Jakus gave that nervous laugh again. “Nah, I didn’t really. I remember now. I didn’t know what you were talking about at first.”
Legroeder drew his lips back. “You said you and the captain tried to tell me that Impris wasn’t real—and that I was the one who put the ship in danger.”
Jakus looked down at the floor. “Yeah, well—isn’t that what happened?”
“You sonofabitch!” Legroeder slammed the side of his fist against the shell of the simulator. “You saw that ship just the same as I did! And it was Captain Hyutu who gave the order to move in, and you backed me up when I made the identification!”
Jakus’s eyebrows went up. “Did I?”
“Yes. You damn well did.” Legroeder let his breath out with a hiss. “What’d those pirates do to you, Jake? Back then, I could’ve trusted you to tell the truth. Instead of lying to protect your own little ass—”
Jakus jerked a little.
“—or whatever the hell it is you’re protecting.”
Jakus said nothing. His right eye had begun to twitch, and he rubbed at the tic with his finger. As Jakus shifted his head, Legroeder noticed that a second implant behind the man’s right ear was alive with a tiny, erratic red flicker. Was Jakus connected to something or someone right now? Or was he just thinking?
“The truth ,” Jakus said slowly. “Easy word for you to use. What exactly do you mean by it?”
Legroeder snorted. “Do I have to explain the word ‘truth’ to you?”
Jakus worked his mouth for a moment, then cocked his head toward the glowing interior of the rigger-sim. “Well, hell, Renwald, we’re both riggers, right? We both know that half the time there’s no way you can tell what’s real and what isn’t, in the Flux.”

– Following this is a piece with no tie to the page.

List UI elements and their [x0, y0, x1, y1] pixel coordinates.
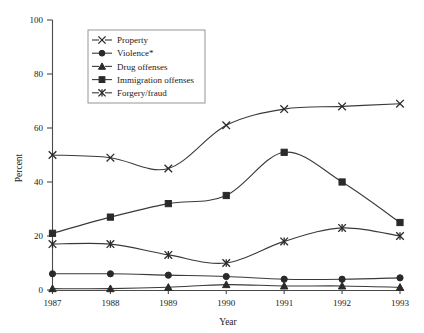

“Don’t bullshit me, Jakus. Is that thing whispering so loud in your ear you can’t even hear yourself think anymore? You and I know what we saw.”
“Not real,” Jakus said, with a shake of his head. “Not real.”

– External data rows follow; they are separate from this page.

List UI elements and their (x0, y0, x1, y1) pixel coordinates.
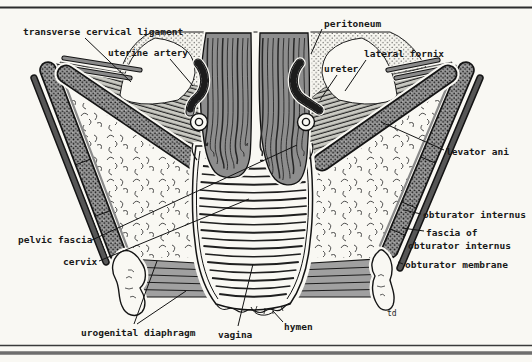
label-urogenital-diaphragm: urogenital diaphragm (81, 327, 196, 338)
label-obturator-membrane: obturator membrane (405, 259, 508, 270)
vessel-left (191, 114, 208, 131)
label-levator-ani: levator ani (446, 146, 509, 157)
label-fascia-of-line1: fascia of (426, 227, 478, 238)
label-ureter: ureter (324, 63, 359, 74)
anatomy-figure: transverse cervical ligament uterine art… (0, 0, 532, 362)
label-cervix: cervix (63, 256, 98, 267)
label-peritoneum: peritoneum (324, 18, 381, 29)
label-obturator-internus: obturator internus (423, 209, 526, 220)
label-pelvic-fascia: pelvic fascia (18, 234, 93, 245)
anatomy-diagram-page: transverse cervical ligament uterine art… (0, 0, 532, 362)
label-lateral-fornix: lateral fornix (364, 48, 444, 59)
label-fascia-of-line2: obturator internus (408, 240, 511, 251)
vessel-right (298, 114, 315, 131)
label-transverse-cervical-ligament: transverse cervical ligament (23, 26, 183, 37)
label-artist-initials: td (387, 309, 397, 318)
label-uterine-artery: uterine artery (108, 47, 188, 58)
bone-right (372, 250, 394, 310)
label-hymen: hymen (284, 321, 313, 332)
label-vagina: vagina (218, 329, 253, 340)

“You know it was real!” Legroeder shouted. “You heard the distress call. Hyutu wasn’t even in the net, and he heard it! If anyone was responsible, it was him.”
“Show some respect,” Jakus said, with a shiver. “A little respect for the dead, okay?”
Legroeder was drawn up short. “Who’s dead?”
“Hyutu.” Jakus make a throat-slitting motion with his finger. “The pirates did ’im. You and me, we were lucky to get out with our skins.”
Legroeder scowled. “How do you know? Did you see it happen?”
Jakus shrugged. He tapped the silver disk on his temple. “You had one of these Kyber things, you’d be able to see things a whole lot better. Understand stuff you don’t know now.”
Legroeder felt a chill at Jakus’s words. Kyber things? “Is that it?” he whispered. “Is that what took your—” he struggled for the right word “— integrity from you? The implants?”
That brought a sharp laugh from the other man. “We gonna talk about my integrity now? Oh, yeah, Renwald—you must’ve had loads of integrity, the whole time you were pilotin’ pirate ships, burning innocent people. Oh, yeah.”
Legroeder’s face grew hot with bitterness and shame. “I did what I had to, to survive. I don’t deny that I rigged ships for them.” There had been no choice, if he’d wanted to live. And it was only his exceptional skill as a rigger that had kept him free of an implant; he’d persuaded his captors that he could rig better without those things in his head.